[16] D. C. A. Agnew, Protestant Exiles from France, 1886, vol. i, pp. 20-1. In 1640 the Root and Branch Petition included, among the evils due to the Bishops, “the discouragement and destruction of all good subjects, of whom are multitudes, both clothiers, merchants and others, who, being deprived of their ministers, and overburthened with these pressures, have departed the kingdom to Holland and other parts, and have drawn with them a great manufacture of cloth and trading out of the land into other places where they reside, whereby wool, the great staple of the kingdom, is become of small value, and vends not, trading is decayed, many poor people want work, seamen lose employment, and the whole land is much impoverished” (S. R. Gardiner, Constitutional Documents of the Puritan Revolution, 1628-60 [1889], p. 73). For instances of the comparatively liberal treatment of alien immigrants under Elizabeth, see Tawney and Power, Tudor Economic Documents, vol. i, section vi, nos. 3, 4, 11 (2), 15, and Cunningham, Growth of English Industry and Commerce, Modern Times, 1921, pt. i, pp. 79-84.
[17] Toryism and Trade can never agree, 1713, p. 12. The tract is wrongly ascribed to Davenant by H. Levy, Economic Liberalism, 1913, p. 12.
[18] See, e.g., G. Martin, La Grande Industrie sous le règne de Louis XIV, 1899, chap. xvii, where the reports of several intendants are quoted; and Levasseur, Histoire du commerce de la France, 1911, vol. i, p. 421.
[19] A Letter from a Gentleman in the City to a Gentleman in the Country about the Odiousness of Persecution, 1677, p. 29.
[20] Sir Wm. Temple, Observations upon the United Provinces of the Netherlands, chap. v, vi.
[21] The True Interest and Political Maxims of the Republick of Holland and West-Friesland, 1702, pt. i, chap. xiv.
[22] Petty, Political Arithmetic, 1690, pp. 25-6.
[23] The Present Interest of England stated, by a Lover of his King and Country, 1671. I am indebted to Mr. A. P. Wadsworth for calling my attention to the passage quoted in the text. The same point is put more specifically by Lawrence Braddon: “The superstition of their religion obligeth France to keep (at least) fifty Holy days more than we are obliged to keep; and every such day wherein no work is done is one hundred and twenty thousand pounds loss to the deluded people” (Abstract of the Draft of a Bill for relieving, reforming and employing the Poor, 1717). See also Defoe, in his Enquiry into Occasional Conformity, 1702, pp. 18-19: “We wonder, gentlemen, you will accept our money on your deficient funds, our stocks to help carry on your wars, our loans and credits to your victualling office and navy office. If you would go on to distinguish us, get a law made we shall buy no lands, that we may not be freeholders; and see if you could find money to buy us out. Transplant us into towns and bodies, and let us trade by our selves; let us card, spin, knit, weave and work with and for one another, and see how you’ll maintain your own poor without us. Let us fraight our ships apart, keep our money out of your Bank, accept none of our bills, and separate your selves as absolutely from us in civil matters, as we do from you in religious, and see how you can go on without us.”
[24] Swift, Examiner.
[25] Bolingbroke, Letter to Sir Wm. Windham, 1753, p. 21.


## TASK INSTRUCTIONS
Set the records down again exactly, apart from any pictures in them.
- - - -
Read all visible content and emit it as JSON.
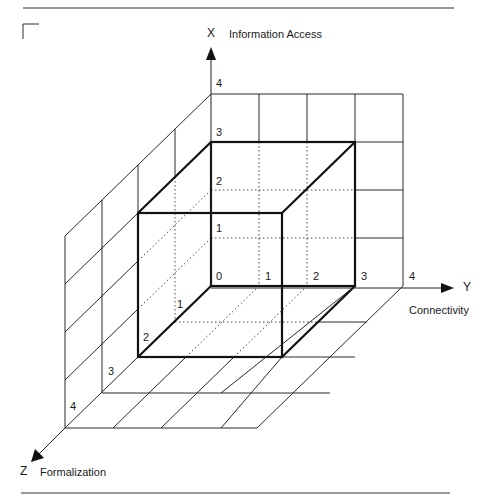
{
  "axes": {
    "x": {
      "letter": "X",
      "name": "Information Access"
    },
    "y": {
      "letter": "Y",
      "name": "Connectivity"
    },
    "z": {
      "letter": "Z",
      "name": "Formalization"
    }
  },
  "ticks": {
    "x": [
      "0",
      "1",
      "2",
      "3",
      "4"
    ],
    "y": [
      "1",
      "2",
      "3",
      "4"
    ],
    "z": [
      "1",
      "2",
      "3",
      "4"
    ]
  },
  "highlighted_box": {
    "x_max": 3,
    "y_max": 3,
    "z_max": 2
  },
  "grid_extent": {
    "x": 4,
    "y": 4,
    "z": 4
  },
  "colors": {
    "ink": "#1a1a1a",
    "background": "#ffffff"
  }
}
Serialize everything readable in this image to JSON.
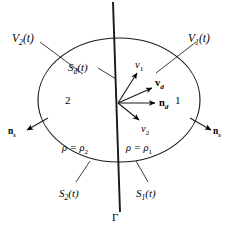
{
  "figure": {
    "type": "continuum-mechanics-diagram",
    "background_color": "#ffffff",
    "stroke_color": "#000000"
  },
  "boundary": {
    "shape": "ellipse",
    "center_x": 119,
    "center_y": 100,
    "radius_x": 81,
    "radius_y": 62
  },
  "discontinuity_line": {
    "name": "gamma-line",
    "x_top": 113,
    "y_top": 2,
    "x_bottom": 120,
    "y_bottom": 212,
    "label": "Γ"
  },
  "volumes": [
    {
      "key": "v2",
      "label": "V",
      "sub": "2",
      "suffix": "(t)",
      "x": 12,
      "y": 33
    },
    {
      "key": "v1",
      "label": "V",
      "sub": "1",
      "suffix": "(t)",
      "x": 188,
      "y": 33
    }
  ],
  "surfaces": [
    {
      "key": "sd",
      "label": "S",
      "sub": "d",
      "suffix": "(t)",
      "x": 68,
      "y": 62
    },
    {
      "key": "s2",
      "label": "S",
      "sub": "2",
      "suffix": "(t)",
      "x": 59,
      "y": 188
    },
    {
      "key": "s1",
      "label": "S",
      "sub": "1",
      "suffix": "(t)",
      "x": 136,
      "y": 188
    }
  ],
  "regions": [
    {
      "key": "region2",
      "label": "2",
      "x": 65,
      "y": 95
    },
    {
      "key": "region1",
      "label": "1",
      "x": 175,
      "y": 95
    }
  ],
  "vectors": [
    {
      "key": "v1",
      "label": "v",
      "sub": "1",
      "bold": false,
      "label_x": 135,
      "label_y": 60,
      "x1": 118,
      "y1": 103,
      "x2": 137,
      "y2": 73
    },
    {
      "key": "vd",
      "label": "v",
      "sub": "d",
      "bold": true,
      "label_x": 155,
      "label_y": 78,
      "x1": 118,
      "y1": 103,
      "x2": 152,
      "y2": 88
    },
    {
      "key": "nd",
      "label": "n",
      "sub": "d",
      "bold": true,
      "label_x": 159,
      "label_y": 98,
      "x1": 118,
      "y1": 103,
      "x2": 155,
      "y2": 103
    },
    {
      "key": "v2",
      "label": "v",
      "sub": "2",
      "bold": false,
      "label_x": 141,
      "label_y": 124,
      "x1": 118,
      "y1": 103,
      "x2": 139,
      "y2": 120
    }
  ],
  "normals": [
    {
      "key": "n-left",
      "label": "n",
      "sub": "s",
      "label_x": 8,
      "label_y": 127,
      "x1": 48,
      "y1": 118,
      "x2": 27,
      "y2": 130
    },
    {
      "key": "n-right",
      "label": "n",
      "sub": "s",
      "label_x": 213,
      "label_y": 127,
      "x1": 190,
      "y1": 118,
      "x2": 211,
      "y2": 130
    }
  ],
  "densities": [
    {
      "key": "rho2",
      "lhs": "ρ",
      "eq": " = ",
      "rhs": "ρ",
      "sub": "2",
      "x": 62,
      "y": 143
    },
    {
      "key": "rho1",
      "lhs": "ρ",
      "eq": " = ",
      "rhs": "ρ",
      "sub": "1",
      "x": 126,
      "y": 143
    }
  ],
  "leaders": [
    {
      "key": "leader-v2",
      "x1": 40,
      "y1": 42,
      "x2": 83,
      "y2": 74
    },
    {
      "key": "leader-v1",
      "x1": 196,
      "y1": 42,
      "x2": 156,
      "y2": 73
    },
    {
      "key": "leader-sd",
      "x1": 98,
      "y1": 68,
      "x2": 116,
      "y2": 79
    },
    {
      "key": "leader-s2",
      "x1": 76,
      "y1": 182,
      "x2": 90,
      "y2": 161
    },
    {
      "key": "leader-s1",
      "x1": 148,
      "y1": 182,
      "x2": 136,
      "y2": 161
    }
  ],
  "gamma": {
    "label": "Γ",
    "x": 112,
    "y": 212
  }
}
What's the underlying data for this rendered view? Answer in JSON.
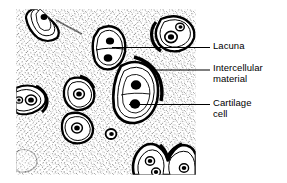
{
  "figure": {
    "kind": "histology-illustration",
    "panel": {
      "x": 16,
      "y": 9,
      "width": 180,
      "height": 166
    },
    "colors": {
      "ink": "#000000",
      "background": "#ffffff",
      "matrix_stipple": "#1a1a1a",
      "leader_line": "#000000"
    }
  },
  "labels": [
    {
      "id": "lacuna",
      "text": "Lacuna",
      "leader": {
        "x1": 112,
        "y1": 47.5,
        "x2": 210,
        "y2": 47.5
      }
    },
    {
      "id": "intercellular",
      "text": "Intercellular\nmaterial",
      "leader": {
        "x1": 152,
        "y1": 70,
        "x2": 210,
        "y2": 70
      }
    },
    {
      "id": "cartilage-cell",
      "text": "Cartilage\ncell",
      "leader": {
        "x1": 129,
        "y1": 104.5,
        "x2": 210,
        "y2": 104.5
      }
    }
  ],
  "structures": {
    "lacunae_count": 11,
    "cartilage_cells_count": 14,
    "description": "Stippled intercellular matrix with oval lacunae each containing one or two cartilage cells with dark nuclei"
  }
}
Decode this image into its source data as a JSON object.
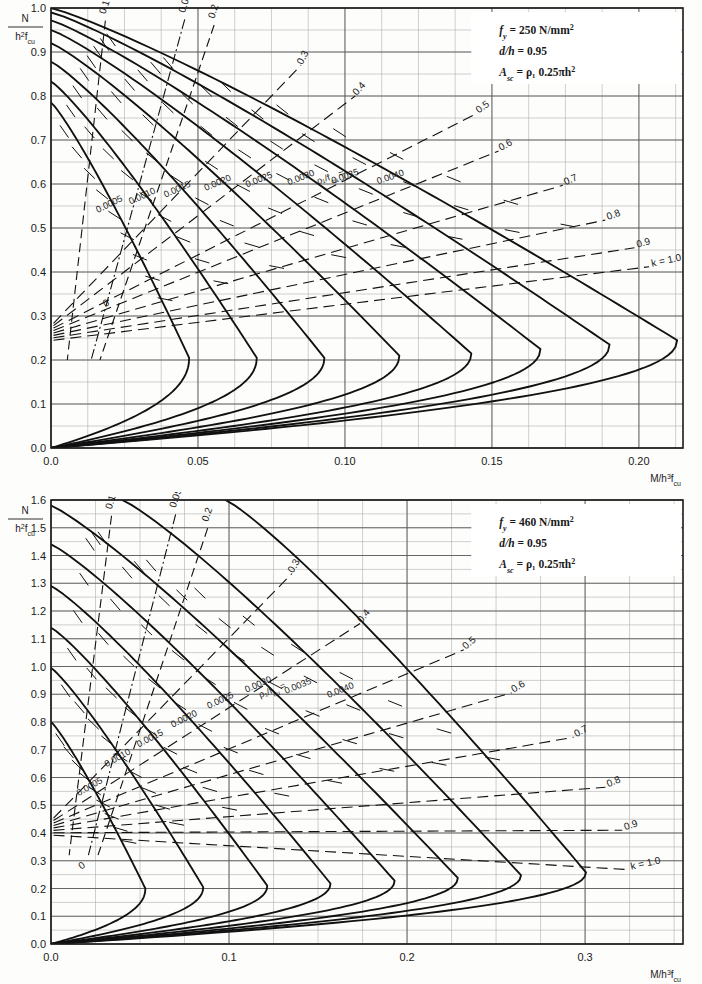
- - - -
## TASK OUTPUT
Read all visible content and emit it as JSON.
{
  "axes": {
    "x": {
      "letter": "X",
      "name": "Information Access"
    },
    "y": {
      "letter": "Y",
      "name": "Connectivity"
    },
    "z": {
      "letter": "Z",
      "name": "Formalization"
    }
  },
  "ticks": {
    "x": [
      "0",
      "1",
      "2",
      "3",
      "4"
    ],
    "y": [
      "1",
      "2",
      "3",
      "4"
    ],
    "z": [
      "1",
      "2",
      "3",
      "4"
    ]
  },
  "highlighted_box": {
    "x_max": 3,
    "y_max": 3,
    "z_max": 2
  },
  "grid_extent": {
    "x": 4,
    "y": 4,
    "z": 4
  },
  "colors": {
    "ink": "#1a1a1a",
    "background": "#ffffff"
  }
}
Serialize everything readable in this image to JSON.
{
  "figure": {
    "type": "continuum-mechanics-diagram",
    "background_color": "#ffffff",
    "stroke_color": "#000000"
  },
  "boundary": {
    "shape": "ellipse",
    "center_x": 119,
    "center_y": 100,
    "radius_x": 81,
    "radius_y": 62
  },
  "discontinuity_line": {
    "name": "gamma-line",
    "x_top": 113,
    "y_top": 2,
    "x_bottom": 120,
    "y_bottom": 212,
    "label": "Γ"
  },
  "volumes": [
    {
      "key": "v2",
      "label": "V",
      "sub": "2",
      "suffix": "(t)",
      "x": 12,
      "y": 33
    },
    {
      "key": "v1",
      "label": "V",
      "sub": "1",
      "suffix": "(t)",
      "x": 188,
      "y": 33
    }
  ],
  "surfaces": [
    {
      "key": "sd",
      "label": "S",
      "sub": "d",
      "suffix": "(t)",
      "x": 68,
      "y": 62
    },
    {
      "key": "s2",
      "label": "S",
      "sub": "2",
      "suffix": "(t)",
      "x": 59,
      "y": 188
    },
    {
      "key": "s1",
      "label": "S",
      "sub": "1",
      "suffix": "(t)",
      "x": 136,
      "y": 188
    }
  ],
  "regions": [
    {
      "key": "region2",
      "label": "2",
      "x": 65,
      "y": 95
    },
    {
      "key": "region1",
      "label": "1",
      "x": 175,
      "y": 95
    }
  ],
  "vectors": [
    {
      "key": "v1",
      "label": "v",
      "sub": "1",
      "bold": false,
      "label_x": 135,
      "label_y": 60,
      "x1": 118,
      "y1": 103,
      "x2": 137,
      "y2": 73
    },
    {
      "key": "vd",
      "label": "v",
      "sub": "d",
      "bold": true,
      "label_x": 155,
      "label_y": 78,
      "x1": 118,
      "y1": 103,
      "x2": 152,
      "y2": 88
    },
    {
      "key": "nd",
      "label": "n",
      "sub": "d",
      "bold": true,
      "label_x": 159,
      "label_y": 98,
      "x1": 118,
      "y1": 103,
      "x2": 155,
      "y2": 103
    },
    {
      "key": "v2",
      "label": "v",
      "sub": "2",
      "bold": false,
      "label_x": 141,
      "label_y": 124,
      "x1": 118,
      "y1": 103,
      "x2": 139,
      "y2": 120
    }
  ],
  "normals": [
    {
      "key": "n-left",
      "label": "n",
      "sub": "s",
      "label_x": 8,
      "label_y": 127,
      "x1": 48,
      "y1": 118,
      "x2": 27,
      "y2": 130
    },
    {
      "key": "n-right",
      "label": "n",
      "sub": "s",
      "label_x": 213,
      "label_y": 127,
      "x1": 190,
      "y1": 118,
      "x2": 211,
      "y2": 130
    }
  ],
  "densities": [
    {
      "key": "rho2",
      "lhs": "ρ",
      "eq": " = ",
      "rhs": "ρ",
      "sub": "2",
      "x": 62,
      "y": 143
    },
    {
      "key": "rho1",
      "lhs": "ρ",
      "eq": " = ",
      "rhs": "ρ",
      "sub": "1",
      "x": 126,
      "y": 143
    }
  ],
  "leaders": [
    {
      "key": "leader-v2",
      "x1": 40,
      "y1": 42,
      "x2": 83,
      "y2": 74
    },
    {
      "key": "leader-v1",
      "x1": 196,
      "y1": 42,
      "x2": 156,
      "y2": 73
    },
    {
      "key": "leader-sd",
      "x1": 98,
      "y1": 68,
      "x2": 116,
      "y2": 79
    },
    {
      "key": "leader-s2",
      "x1": 76,
      "y1": 182,
      "x2": 90,
      "y2": 161
    },
    {
      "key": "leader-s1",
      "x1": 148,
      "y1": 182,
      "x2": 136,
      "y2": 161
    }
  ],
  "gamma": {
    "label": "Γ",
    "x": 112,
    "y": 212
  }
}
What's the underlying data for this rendered view? Answer in JSON.
{
  "figure": {
    "kind": "histology-illustration",
    "panel": {
      "x": 16,
      "y": 9,
      "width": 180,
      "height": 166
    },
    "colors": {
      "ink": "#000000",
      "background": "#ffffff",
      "matrix_stipple": "#1a1a1a",
      "leader_line": "#000000"
    }
  },
  "labels": [
    {
      "id": "lacuna",
      "text": "Lacuna",
      "leader": {
        "x1": 112,
        "y1": 47.5,
        "x2": 210,
        "y2": 47.5
      }
    },
    {
      "id": "intercellular",
      "text": "Intercellular\nmaterial",
      "leader": {
        "x1": 152,
        "y1": 70,
        "x2": 210,
        "y2": 70
      }
    },
    {
      "id": "cartilage-cell",
      "text": "Cartilage\ncell",
      "leader": {
        "x1": 129,
        "y1": 104.5,
        "x2": 210,
        "y2": 104.5
      }
    }
  ],
  "structures": {
    "lacunae_count": 11,
    "cartilage_cells_count": 14,
    "description": "Stippled intercellular matrix with oval lacunae each containing one or two cartilage cells with dark nuclei"
  }
}
Decode this image into its source data as a JSON object.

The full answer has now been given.